In the data segment and in the main function is everything that's need to make the function work (The code works, I just don't understand why).
The bit I don't understand is the use of the li
command to change the values of the $a
registers.
read_rgb_image:
# Place file and size in register,
move $s0, $a0 #file name
move $s1, $a1 #buffer
move $s2, $a2 #buffersize
# Open file
move $a0, $s0 # File's directory/name
li $a1, 0 #THIS LI ARE THE COMMANDS I DON'T UNDERSTAND
li $a2, 0 # Read life
li $v0, 13 # Option for opening file
syscall
# Read file
move $a0, $v0 # File descriptor
move $a1, $s1 # Buffer with result
move $a2, $s2 # Space of information to read
li $v0, 14 # Read file
syscall
# Store read buffer
move $s1, $v0
# Close file
li $v0, 16 # Close file
syscall
# Return
move $v0, $s1 # Make return
jr $ra
nop
Can somebody please explain this to me?!
Upvotes: 1
Views: 487
Reputation: 846
MIPS defines pseudoinstructions that are not actually part of the instruction set but are commonly used by programmers and compilers.
load immediate li
is a pseudoinstruction it loads a 32-bit constant using a combination of lui
and ori
instructions.
The following instructions are equivalent.
MIPS instruction
lui $s0, 0x1234
ori $s0, 0xAA77
pseudoinstruction
li $s0, 0x1234AA77
Upvotes: 1
Reputation: 21627
The LI instruction loads an numeric value into a register.
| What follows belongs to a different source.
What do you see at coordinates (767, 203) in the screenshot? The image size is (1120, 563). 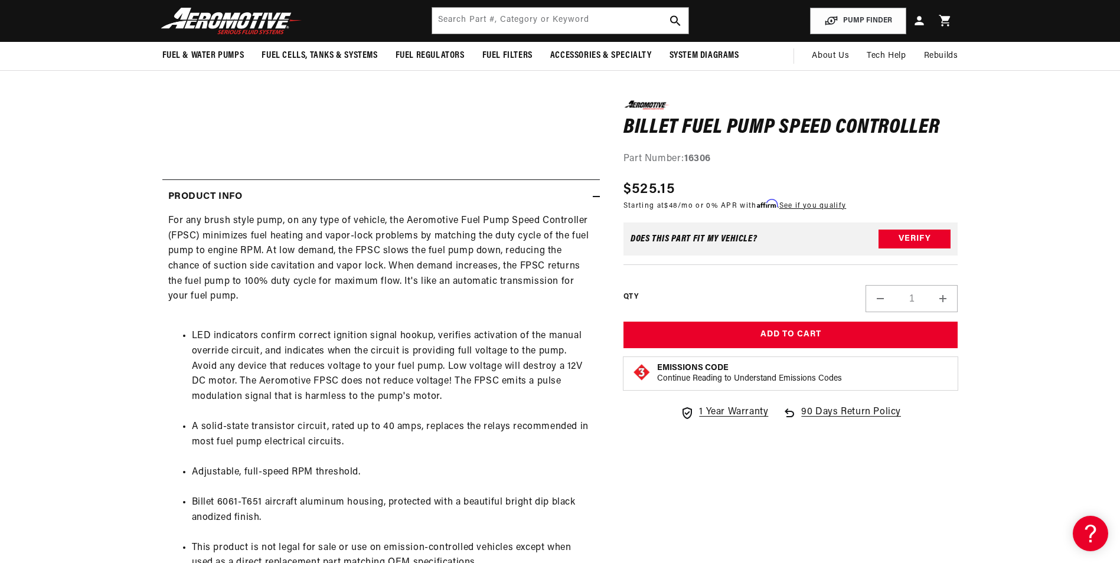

Before you make a system call, you need to load the $v0 register with the number assigned to the system service. You also need to load argument registers with system service specific parameters. Without the documentation, we can only guess (beyond the comments in the code) why the specific values being loaded into the registers. However, that is what is going on.
We can guess that you are calling the 4-paremeter version of the open function and that your specifing the file name, mode=0, and flags=0 using the argument registers.